Originally posted by AiryStottel
TO godrulz:
YOU WROTE:
Your wrong assumption is that change must be related to imperfection. A tadpole or sapling changes and does not become imperfect. Just because God has new thoughts, creates (this is a change in reality initiated by God), experiences, etc. does not mean these changes result in imperfection.
MY RESPONSE:
A tadpole or sapling “needs” to grow. God doesn’t. BIGGGGG difference. The Eternal One is complete perfection, lacking nothing. Why would God need to grow, and since God is the Prime Cause, what outside source does God need to rely on for growth, for “new thoughts”. The Infinite Source needs nothing or no one and can exist forever without the need for any thing or being.
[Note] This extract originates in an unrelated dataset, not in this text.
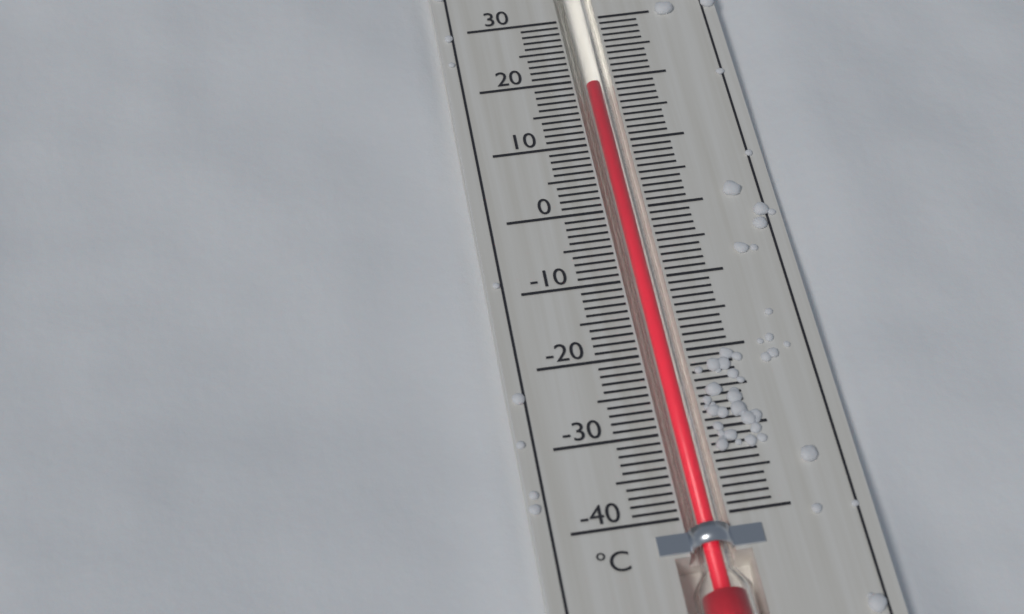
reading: 19 °C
My friend, Christ’s apostles were ignorant of the things Jesus was trying to teach them about his Heavenly Father, and until they closed their mouths and opened their ears, they could not understand him. The people on this website need to close their mouths and open their ears IF they want to learn eternal things. Otherwise, they will follow their lemming leader over the cliffs and into the eternal abyss devoid of God’s grace forever.
Peace,
Airy
God does not NEED to grow. The reality is that any living thing or person, including God, is perfect because they do change. The heart pumping is perfect because it pumps. God is perfect despite thinking new thoughts, experiencing new feelings in response to His relations with man, and doing new, creative things like creation, incarnation, or Second Coming.
The issue is not with God's perfection or being or knowledge. The issue is with the type of creation and reality God chose to create. He could have created robots with a determined, settled, knowable future. Instead, in love and freedom, He created free moral agents with contingent aspects that are correctly known as possibilities before they become actualities/certainities.
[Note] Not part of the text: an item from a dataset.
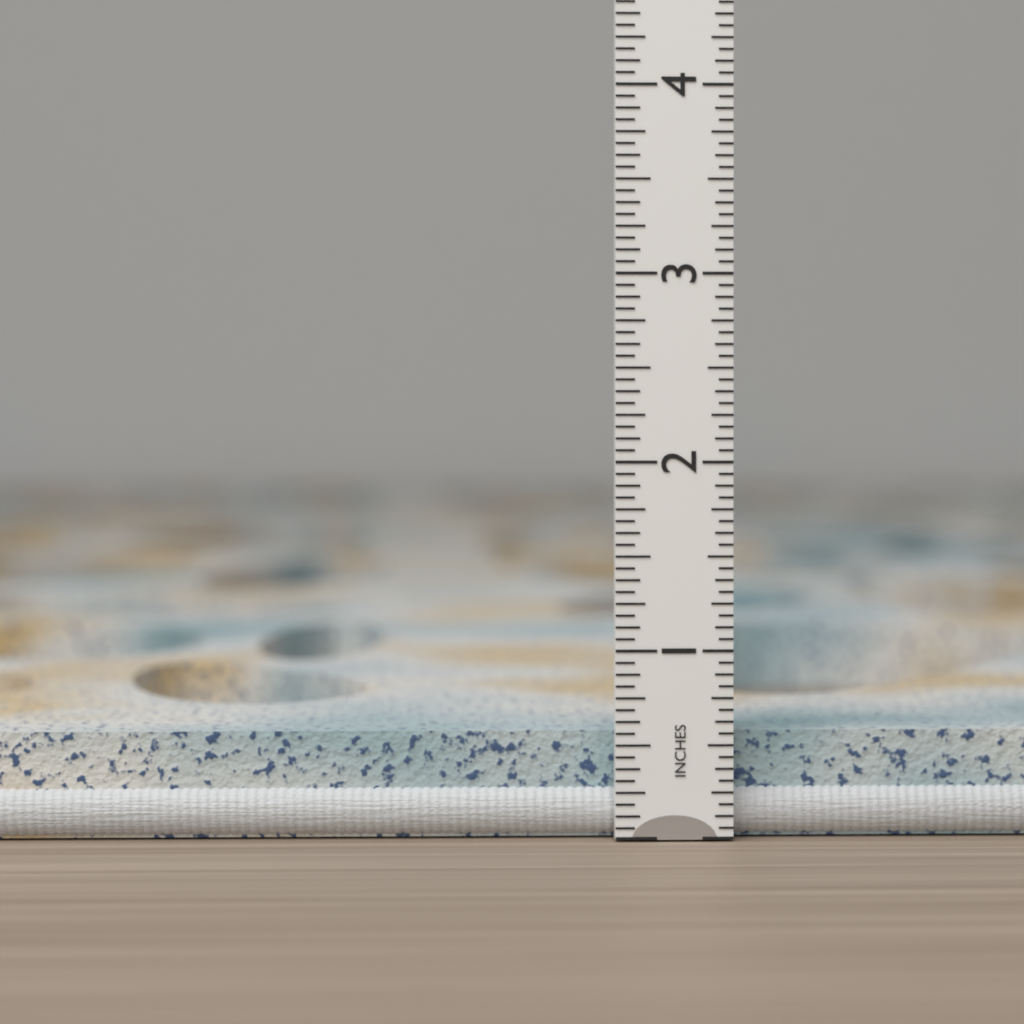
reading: 0.5625 in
Pinnock: "Aspects of the future, being unsettled, are not yet wholly known, even to God. It does not mean that God is ignorant of something He ought to know, but that many things in the future are only possible and not yet actual. Therefore, He correctly knows them as possible and not actual."
God perfectly know all that is logically knowable.
As omnipotence is limited by the possible, so omniscience is limited by the knowable. We do not limit God's perfect omnipotence by denying its power to do impossible or self-contradictory things. Neither do we limit perfect omniscience by denying its power to foreknow unknowable things.
A future free act is, previous to its existence, a nothing; the knowing of a nothing is a bald contradiction.
Your view creates logical, philosophical, and Scriptural problems and makes genuine freedom in God and His creation an illusion.
If an act be free, it must be contingent. If contingent, it may or may not happen, or it may be one of many possibles. And if it may be one of many possibles, it must be certain; and if uncertain, it must be unknowable.
These are not limiting analogies about God. They are consistent with modal logic and the nature of reality for God and His universe.
We both affirm God's absolute omniscience. The question is what is the nature of the objects of God's knowledge. Exhaustive foreknowledge of non-existent future free will contingencies is an absurdity and logical contradiction. It is not a limitation on God's absolute perfection and omniscience.